Yvonne, window open, listened. The sound of hoofbeats was now deafening. Blended with two packs of hounds on full throttle she felt the hair on the back of her neck stand up. She would join them someday, whatever it took. This must have been what a cavalry charge sounded like.
Slowly driving toward them from the opposite direction was a young man, broad beard trimmed, baseball cap squarely on his head. The old Rangler, large spots with paint rubbed off, had seen better days, but it was running. The bed was filled with fence boards. He smiled and waved as he approached, then slowed.
“They’re on fire. Thought I’d better get out of the way.”
Margaret smiled. “Sounds great, Hank.”
He passed, and she continued slowly. She knew some of the workers and he was gentlemanly, knew hunting, and worked very hard.
The combined packs hooked toward Chapel Cross, the intersection now three miles east, and a mile after that the railroad tracks, Tattenhall Station.
Hounds poured over the fence onto the road, called, obviously, Chapel Road.
Skiff took the sturdy black painted coop first, landing in the grass strip along the road. Shaker followed. Hounds sped across the tertiary road and blew through Binky DuCharme’s Gulf station, the sign from the 1950s still hanging and intact. With no fences to impede them, hounds picked up speed, churning onto the front lawn of the chapel where they stopped.
“Try the graveyard,” Reuben, one of the Dumfrieshire hounds, suggested.
The field clattered up, halted. Tricolor Jefferson Hounds and black and tan Dumfrieshire hounds worked together through the graveyard.
Diana knew this territory from her youth. She sat to study the terrain. No mud puddles offered quick kills to scent. The ditch by the road, when wet, also gave a fox the chance to slip away, baffle the pursuit.
Noses down, hounds diligently work
ed the immaculately kept graveyard. A whine here and there testified to their frustration. The two huntsmen, on the edge of the graveyard, where many markers were two centuries old or more, kept still and quiet. Let the hounds work it out. They could pack them up and move off soon enough.

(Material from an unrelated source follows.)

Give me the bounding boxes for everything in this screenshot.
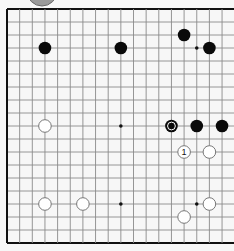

Parker, young, came up to Diana. “How does the fox do that?”
She replied, “I think I know. Follow me.”
Dutifully following his idol, Parker returned to the graveyard, walked past it to a filled wheelbarrow at the edge. The sexton, Adolfo Vega, upon hearing the hounds, had left his chore, returning to his house to wait it out. While he liked the hounds fine he didn’t want to be in the middle of them, or even worse, the riders.
Diana backtracked to the road where they lost the scent. Asphalt or packed dirt holds scent so long as there’s moisture in the air and it’s coolish, but the temperature was now in the mid 50s. Not impossible but not great.
“He walked down the road, turned to the chapel. Put your nose down. Faint and fading,” Diana ordered.
Wanting to make a show, Parker opened his mouth.
“Don’t you dare,” she reprimanded him.
“But he’s been here. He turned here.”
“Use your head, Parker. If you open everyone will rush here, and then what? This is a smart, smart fox. Just follow me.” She walked to the wheelbarrow. “We don’t want everyone fouling what little scent there is.”
The other hounds hadn’t given up, but they had checked every inch in that graveyard.
From the wheelbarrow, Diana took one stride to the first tombstone. Then the next. Parker watched, astonished.
“On top of the tombstones,” she sang out as she stood on her hind legs.
In a flash every hound there ran to a tombstone. They opened one by one.
Diana, in the lead, reached the easternmost boundary of the graveyard. Woods marked the end of the chapel property and the beginning of Orchard Hill.
The fox didn’t use the woods. Instead, Diana still working intensely, he jumped from tombstone to tombstone at the graveyard’s edge, then with a mighty leap hit the ground, ran straight to the road, and there again scent became difficult.